Archibald, Lord Blythswood, d.1908, Arts and Crafts panel.

Modern Brasses

There are several modern brass panels, dating from Cecil Charlotte Russell, d.1867 through to Iain Davi MacDonald, d.1995 in Croatia. The most significant to the Church is that of the Revd. William Russell, d.1870, Rector for 53 years. It is a moderately ornate example of a common style, with blackletter text in capitals, a repeating border of leaves with a red background, and quatrefoils with evangelical symbols at the corners. That to Brother James Boor, d.1887, is a little less ornate, but shows the equally common style of highlighting the principle capital letters of each word in red. And also notable is the long, slender brass to Susan Douglas, d.1888, with a lozenge of arms in enamel (picture below).

Also in the Church:

  • Interesting 20th Century stained glass (example below).

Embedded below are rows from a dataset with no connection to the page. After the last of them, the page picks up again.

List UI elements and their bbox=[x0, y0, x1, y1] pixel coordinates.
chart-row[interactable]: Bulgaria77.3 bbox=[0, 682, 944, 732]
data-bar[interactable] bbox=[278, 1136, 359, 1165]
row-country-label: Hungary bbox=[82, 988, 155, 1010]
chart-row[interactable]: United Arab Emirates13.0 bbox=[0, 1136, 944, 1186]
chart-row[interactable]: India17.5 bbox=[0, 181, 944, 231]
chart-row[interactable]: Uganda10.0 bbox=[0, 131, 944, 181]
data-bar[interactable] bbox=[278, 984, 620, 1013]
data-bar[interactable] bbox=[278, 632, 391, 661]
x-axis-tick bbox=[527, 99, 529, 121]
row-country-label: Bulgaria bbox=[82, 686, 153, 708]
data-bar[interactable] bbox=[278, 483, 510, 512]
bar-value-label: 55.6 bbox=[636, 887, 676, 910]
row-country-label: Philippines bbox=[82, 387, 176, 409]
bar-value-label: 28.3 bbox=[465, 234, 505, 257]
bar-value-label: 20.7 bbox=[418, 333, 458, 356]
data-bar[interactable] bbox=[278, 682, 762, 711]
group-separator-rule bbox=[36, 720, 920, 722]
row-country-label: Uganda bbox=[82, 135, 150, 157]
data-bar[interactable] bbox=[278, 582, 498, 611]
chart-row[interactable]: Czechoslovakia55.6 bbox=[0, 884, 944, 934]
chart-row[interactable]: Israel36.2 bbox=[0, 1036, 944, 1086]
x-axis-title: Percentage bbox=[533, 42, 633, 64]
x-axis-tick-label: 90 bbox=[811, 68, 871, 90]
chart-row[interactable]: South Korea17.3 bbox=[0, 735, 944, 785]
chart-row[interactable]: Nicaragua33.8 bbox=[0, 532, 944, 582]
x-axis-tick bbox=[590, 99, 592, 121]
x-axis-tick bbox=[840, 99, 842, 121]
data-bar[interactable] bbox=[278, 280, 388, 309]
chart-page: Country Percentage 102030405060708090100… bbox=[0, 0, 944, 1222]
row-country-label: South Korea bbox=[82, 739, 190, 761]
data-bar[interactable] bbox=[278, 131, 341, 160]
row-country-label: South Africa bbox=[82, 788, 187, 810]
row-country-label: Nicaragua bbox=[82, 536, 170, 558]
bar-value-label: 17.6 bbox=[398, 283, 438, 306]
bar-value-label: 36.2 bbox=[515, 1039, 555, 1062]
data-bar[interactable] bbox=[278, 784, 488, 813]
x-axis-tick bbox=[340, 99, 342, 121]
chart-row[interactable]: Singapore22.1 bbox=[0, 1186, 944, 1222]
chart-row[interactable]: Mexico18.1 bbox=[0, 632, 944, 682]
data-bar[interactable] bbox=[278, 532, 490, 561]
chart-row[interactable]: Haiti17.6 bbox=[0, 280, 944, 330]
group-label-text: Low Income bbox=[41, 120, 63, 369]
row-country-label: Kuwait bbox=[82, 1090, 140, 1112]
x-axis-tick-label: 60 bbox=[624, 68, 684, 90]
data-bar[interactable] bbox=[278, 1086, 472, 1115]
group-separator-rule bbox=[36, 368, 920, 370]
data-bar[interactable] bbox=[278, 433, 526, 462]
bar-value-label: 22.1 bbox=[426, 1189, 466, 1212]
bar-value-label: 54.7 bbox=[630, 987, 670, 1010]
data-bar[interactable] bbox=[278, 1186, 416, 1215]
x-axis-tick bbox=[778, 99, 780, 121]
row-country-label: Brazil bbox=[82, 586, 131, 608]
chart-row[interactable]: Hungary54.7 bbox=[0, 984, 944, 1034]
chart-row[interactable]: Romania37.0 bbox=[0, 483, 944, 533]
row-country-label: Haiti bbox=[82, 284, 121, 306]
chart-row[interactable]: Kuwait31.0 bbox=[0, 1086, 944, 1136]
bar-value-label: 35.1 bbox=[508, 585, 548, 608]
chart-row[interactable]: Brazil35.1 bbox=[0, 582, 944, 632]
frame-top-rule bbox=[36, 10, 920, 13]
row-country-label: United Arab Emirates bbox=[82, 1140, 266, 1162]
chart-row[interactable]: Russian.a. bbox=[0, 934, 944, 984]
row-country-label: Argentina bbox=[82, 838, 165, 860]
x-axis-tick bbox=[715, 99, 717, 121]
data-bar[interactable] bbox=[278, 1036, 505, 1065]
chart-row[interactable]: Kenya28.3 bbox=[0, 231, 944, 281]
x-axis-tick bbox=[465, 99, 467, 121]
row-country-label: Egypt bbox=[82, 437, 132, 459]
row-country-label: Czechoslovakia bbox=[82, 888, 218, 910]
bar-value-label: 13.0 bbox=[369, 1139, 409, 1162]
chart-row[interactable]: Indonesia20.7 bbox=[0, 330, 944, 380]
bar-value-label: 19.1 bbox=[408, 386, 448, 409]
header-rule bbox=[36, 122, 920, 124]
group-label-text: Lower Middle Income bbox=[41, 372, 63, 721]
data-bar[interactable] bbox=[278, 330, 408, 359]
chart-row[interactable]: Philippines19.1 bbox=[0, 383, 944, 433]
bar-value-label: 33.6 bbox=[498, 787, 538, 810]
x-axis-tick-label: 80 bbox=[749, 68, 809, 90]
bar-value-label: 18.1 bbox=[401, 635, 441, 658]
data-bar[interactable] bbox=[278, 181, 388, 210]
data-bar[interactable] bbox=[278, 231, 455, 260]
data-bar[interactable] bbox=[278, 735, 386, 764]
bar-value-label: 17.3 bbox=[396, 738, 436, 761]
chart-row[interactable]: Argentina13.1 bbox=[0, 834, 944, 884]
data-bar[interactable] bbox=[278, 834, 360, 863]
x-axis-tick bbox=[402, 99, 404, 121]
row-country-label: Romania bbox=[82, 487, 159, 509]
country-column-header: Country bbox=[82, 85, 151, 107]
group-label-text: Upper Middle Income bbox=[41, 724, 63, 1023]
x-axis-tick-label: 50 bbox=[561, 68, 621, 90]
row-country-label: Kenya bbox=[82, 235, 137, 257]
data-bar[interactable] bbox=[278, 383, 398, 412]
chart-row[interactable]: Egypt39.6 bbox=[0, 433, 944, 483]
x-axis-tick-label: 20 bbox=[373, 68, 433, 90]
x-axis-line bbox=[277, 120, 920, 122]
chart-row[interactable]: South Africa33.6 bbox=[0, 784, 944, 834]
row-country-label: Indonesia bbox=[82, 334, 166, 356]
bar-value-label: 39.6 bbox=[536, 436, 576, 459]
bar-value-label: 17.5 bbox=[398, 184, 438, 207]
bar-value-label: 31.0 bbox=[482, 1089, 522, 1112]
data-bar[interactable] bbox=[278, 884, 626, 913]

  • A reredos in dark oak, all Gothic panelling with piercings along the top.

  • A rood screen across the nave, adding to the rich brown tones of the interior, with wooden pews and the little gallery above – reached by the stairs we saw outside – bearing the Hanoverian coat of arms, though it (and that stair) are 19th Century; there is a second small gallery in the north transept which is of 18th Century date.

  • Also in panelled wood, the small pulpit, on a tapered single support.

  • The octagonal font, carved with quatrefoils in square panels and seated on a single broad shaft with panelling.

  • Two groups of flags as war memorials, together with a wooden panel listing the fallen of the Parish in WW1.

  • An interesting panel of brass, with a cross in the centre, and four outsize corners with the symbols of the Evangelists, and a decorative border.

  • Eagle lectern, different from the usual style, perhaps a lammergyre with its big claws.